In this recent study of generative AI tools in software development by McKinsey, conducted on a pool of 40 developers, there were little-to-no gains on complex tasks. On the contrary simpler tasks (aka "code generation, refactoring, documentation") saw most of the time savings when developers used AI coding assistants:
Another study from 2022 by the GitHub Copilot team evaluated how the task of creating a simple JavaScript Web server, which typically took ~3 hours (161 minutes to be precise), got accelerated. In a control group of developers who used Copilot time got cut to ~1 hour (71 minutes).
So far I have seen no evidence of successful employment of Coding AI assistants in big/complex coding tasks.
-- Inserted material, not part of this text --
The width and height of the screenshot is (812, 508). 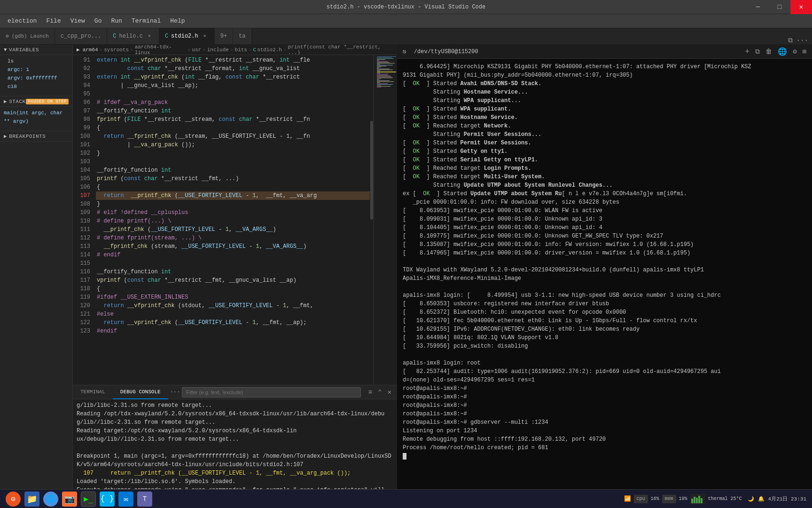 What do you see at coordinates (84, 220) in the screenshot?
I see `line-numbers: 91 92 93 94 95 96 97 98 99 100 101 102` at bounding box center [84, 220].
Neither in research available in open sources nor in my own experience in a 60 000 software engineering company.
Assistants, such as GitHub's CoPilot X and SourceGraph's Cody AI, are moving in the direction of taking on larger scopes of tasks. Their tech has already stepped beyond GPT-based text autocompletion (as it was in the original CoPilot and Amazon's CodeWhisperer) and chat conversations. Let's see if they manage to bring understanding of the solution to AI and have it reliably change and verify multiple parts of the code base.
Yet developers can start benefiting from AI already. AI coding skills can give small gains and edge to individuals. Pick a tool for your favourite IDE and start typing and prompting! Don't expect AI to magically read your mind and provide large snippets of bulletproof code and you'll be good :)
P.S.: I've seen improvements in Cody AI, they've recently introduced embeddings in their code base understanding tech. Worse a deeper trial and a separate 'Part 2' post.